Break It Down
So, you want to license your chicken designs, or woodland creatures, a particular unique pattern or maybe your poem or clever saying. Good! But before you head off down the yellow brick road, portfolio in hand, recognize that what may seem like a single assumption on your part – that you can license your (whatever) for (whatever) – is actually an entire set of related hypothesis. Such as:
1. The art/design is good enough. Licensed art has to be “good enough” on any number of levels. It is a given that the artist needs to be skilled. But wait, there’s more! Is the concept fresh, is the subject matter acceptable to the consumer, is the design composition handled well, are the colors and the technique reproducible on products, and so on. When a client evaluates art for licensed product there are many factors that come into play, and any one of them may torpedo a deal. Also note the opposite of good enough isn’t necessarily “bad”, many times it just means not usable.
2. There is more value derived from using my art than that of my competitor. If this is not true, then why would they use your art? There will be a number of factors that contribute to its “value” for the licensee: the style is currently popular, the art is already finished, the designer is easy to work with, they have a history with you or they just like you or your agent more than the next in line (seriously), they believe you are capable of creatively expanding a line when the other person is not… the list goes on. Note that some of these may be only perceptions of the licensee, as opposed to reality, however they carry full weight.
3. There is a need for the category of product. Maybe you could design the best ever figurines, calendars, posters, TV lamps, lunchboxes, CD cases, picture frames, clocks or checks. But why would you? Your client is making a product to sell into a fickle and changing marketplace, so strive to be in categories that are healthy, not declining.
4. You can find the right licensee. First you have to determine what market channel this product will sell into, and then you have to identify what licensees sell similar products into that same channel. Then get it in front of the right person at that company. Easy? Not always, but you need to do that work.
5. People will have the required “Me Too” reaction. Every product has to connect with the end user on some level or it won’t sell. Period. They have to need it, or want it, or want to give it, or want to say it. More often than not your art is the face of the product, so people must connect with your art and/or your message. Hopefully you have already proven they will – art fairs, Etsy, other licenses, your own line of products – there are many ways to validate your “concept” that will give you a leg up with a client. If nothing else you will quickly learn what does and doesn’t work.
This is by no means a complete list, and if it seems complex, well, that’s the point. It can be. No decision is made in a vacuum, and while you cannot address all the different factors it helps to first recognize that they exist, and then start thinking about how they will influence whether you get that license or not. Work on talking to yourself in complete sentences:
“People like my poems” is nice. “People like my poems on greeting cards because that helps them say things they otherwise cannot say, and I have 24 of them arranged as a collection” is so much better.
“I want to license my woodland critters” is nice. “I want to license my woodland critters as a repeating toss pattern on fabric for quilting, and I have 3 distinctly different versions prepared” gets you much further along.
The good news is, the more you practice looking at the components of the big picture, the easier it becomes to see it.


What number of lines in the entries hold the string "Horizont"? Answer with it alone.

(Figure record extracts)
--------------------------------------------------

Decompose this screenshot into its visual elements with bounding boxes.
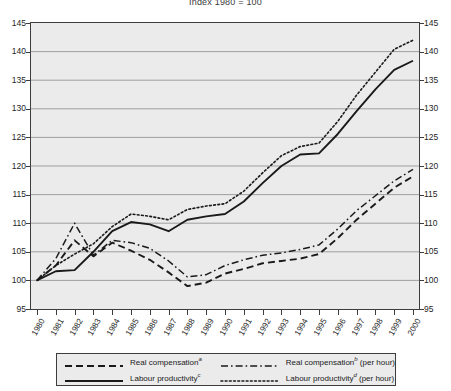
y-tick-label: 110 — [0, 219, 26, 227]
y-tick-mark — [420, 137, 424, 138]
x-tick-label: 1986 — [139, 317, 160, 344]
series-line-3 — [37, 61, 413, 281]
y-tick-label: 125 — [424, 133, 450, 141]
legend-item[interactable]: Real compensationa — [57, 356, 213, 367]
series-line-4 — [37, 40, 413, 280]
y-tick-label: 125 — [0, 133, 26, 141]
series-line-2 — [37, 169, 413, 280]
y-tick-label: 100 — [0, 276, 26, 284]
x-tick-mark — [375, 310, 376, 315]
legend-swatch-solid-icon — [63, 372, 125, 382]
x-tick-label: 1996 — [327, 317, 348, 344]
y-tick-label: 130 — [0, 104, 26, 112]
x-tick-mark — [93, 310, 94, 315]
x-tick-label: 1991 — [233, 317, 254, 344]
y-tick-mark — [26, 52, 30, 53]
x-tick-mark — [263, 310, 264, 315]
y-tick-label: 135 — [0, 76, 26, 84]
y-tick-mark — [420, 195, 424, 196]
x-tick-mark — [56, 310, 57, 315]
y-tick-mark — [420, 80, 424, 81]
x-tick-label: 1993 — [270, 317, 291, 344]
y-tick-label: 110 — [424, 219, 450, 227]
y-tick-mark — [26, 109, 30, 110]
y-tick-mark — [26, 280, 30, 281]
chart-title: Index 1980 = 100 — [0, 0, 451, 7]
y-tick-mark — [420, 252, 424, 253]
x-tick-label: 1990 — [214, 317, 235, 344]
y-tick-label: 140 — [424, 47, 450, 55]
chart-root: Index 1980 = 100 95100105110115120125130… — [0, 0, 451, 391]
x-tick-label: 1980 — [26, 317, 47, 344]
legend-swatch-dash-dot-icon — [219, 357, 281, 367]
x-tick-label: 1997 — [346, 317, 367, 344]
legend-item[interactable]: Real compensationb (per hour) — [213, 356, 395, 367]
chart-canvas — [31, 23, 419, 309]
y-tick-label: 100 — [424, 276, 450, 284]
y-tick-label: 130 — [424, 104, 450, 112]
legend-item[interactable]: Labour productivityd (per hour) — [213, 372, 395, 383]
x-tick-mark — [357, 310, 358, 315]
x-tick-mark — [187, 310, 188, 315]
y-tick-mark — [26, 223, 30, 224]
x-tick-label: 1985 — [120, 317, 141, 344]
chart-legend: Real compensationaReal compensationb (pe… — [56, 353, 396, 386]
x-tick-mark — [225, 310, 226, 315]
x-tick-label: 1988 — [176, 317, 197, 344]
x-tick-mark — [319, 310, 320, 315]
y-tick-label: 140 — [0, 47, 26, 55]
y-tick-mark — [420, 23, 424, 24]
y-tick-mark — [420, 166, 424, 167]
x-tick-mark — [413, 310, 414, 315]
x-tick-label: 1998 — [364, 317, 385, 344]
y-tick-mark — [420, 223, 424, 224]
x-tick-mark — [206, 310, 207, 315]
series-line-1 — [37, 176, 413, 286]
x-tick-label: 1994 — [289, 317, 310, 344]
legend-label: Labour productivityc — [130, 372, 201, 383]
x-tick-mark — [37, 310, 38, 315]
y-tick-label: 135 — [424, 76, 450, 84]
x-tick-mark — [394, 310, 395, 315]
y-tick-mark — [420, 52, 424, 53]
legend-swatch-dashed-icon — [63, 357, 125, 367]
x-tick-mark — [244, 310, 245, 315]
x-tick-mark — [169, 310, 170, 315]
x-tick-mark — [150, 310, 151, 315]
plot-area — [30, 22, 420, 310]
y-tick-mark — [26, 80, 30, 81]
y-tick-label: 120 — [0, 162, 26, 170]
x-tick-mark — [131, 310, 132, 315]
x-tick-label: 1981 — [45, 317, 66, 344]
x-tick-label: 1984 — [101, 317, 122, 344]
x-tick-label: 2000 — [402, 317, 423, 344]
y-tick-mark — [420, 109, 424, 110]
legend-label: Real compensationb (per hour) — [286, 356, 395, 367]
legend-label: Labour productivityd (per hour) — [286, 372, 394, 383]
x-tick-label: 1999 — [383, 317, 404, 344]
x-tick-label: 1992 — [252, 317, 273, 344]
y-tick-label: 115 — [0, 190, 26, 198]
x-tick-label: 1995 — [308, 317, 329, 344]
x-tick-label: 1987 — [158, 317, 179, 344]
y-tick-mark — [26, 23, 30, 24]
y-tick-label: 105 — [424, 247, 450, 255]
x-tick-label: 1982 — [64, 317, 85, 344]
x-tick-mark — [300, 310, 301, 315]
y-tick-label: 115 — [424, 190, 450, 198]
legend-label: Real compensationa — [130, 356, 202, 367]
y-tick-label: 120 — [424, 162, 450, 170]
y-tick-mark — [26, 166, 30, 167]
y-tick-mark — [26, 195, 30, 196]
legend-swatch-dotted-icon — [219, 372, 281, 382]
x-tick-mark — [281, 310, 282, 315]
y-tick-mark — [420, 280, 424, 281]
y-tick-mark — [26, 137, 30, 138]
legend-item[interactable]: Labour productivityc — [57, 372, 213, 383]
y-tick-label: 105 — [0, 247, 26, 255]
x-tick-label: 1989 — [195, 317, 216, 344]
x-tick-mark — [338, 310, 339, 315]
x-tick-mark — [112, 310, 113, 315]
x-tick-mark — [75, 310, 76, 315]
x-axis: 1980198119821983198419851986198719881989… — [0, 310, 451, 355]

--------------------------------------------------

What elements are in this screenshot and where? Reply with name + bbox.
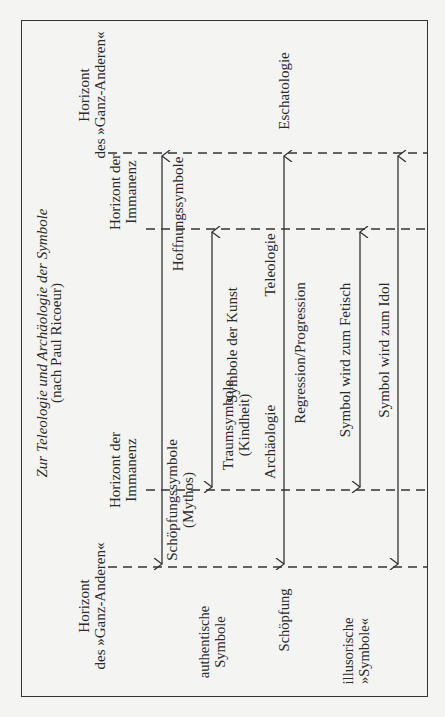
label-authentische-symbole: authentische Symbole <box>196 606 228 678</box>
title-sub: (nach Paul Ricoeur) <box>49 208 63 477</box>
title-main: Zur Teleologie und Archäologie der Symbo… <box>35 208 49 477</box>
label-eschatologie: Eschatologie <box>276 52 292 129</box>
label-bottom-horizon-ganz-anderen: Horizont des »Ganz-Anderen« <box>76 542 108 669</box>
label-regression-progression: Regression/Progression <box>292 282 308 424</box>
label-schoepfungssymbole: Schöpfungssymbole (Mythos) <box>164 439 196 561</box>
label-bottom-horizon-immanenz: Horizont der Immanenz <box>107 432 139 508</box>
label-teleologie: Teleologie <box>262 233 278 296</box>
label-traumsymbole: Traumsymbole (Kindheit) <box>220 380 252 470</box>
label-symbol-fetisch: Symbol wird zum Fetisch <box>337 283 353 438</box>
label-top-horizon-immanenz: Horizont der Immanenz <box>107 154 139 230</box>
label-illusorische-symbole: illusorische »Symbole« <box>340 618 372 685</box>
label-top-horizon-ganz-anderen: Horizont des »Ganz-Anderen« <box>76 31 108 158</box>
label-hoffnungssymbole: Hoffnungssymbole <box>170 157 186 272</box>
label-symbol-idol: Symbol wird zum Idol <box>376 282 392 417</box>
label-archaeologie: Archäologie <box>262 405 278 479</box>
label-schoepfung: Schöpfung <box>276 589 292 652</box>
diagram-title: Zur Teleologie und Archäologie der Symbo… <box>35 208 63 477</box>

--------------------------------------------------

**Answer box:**
4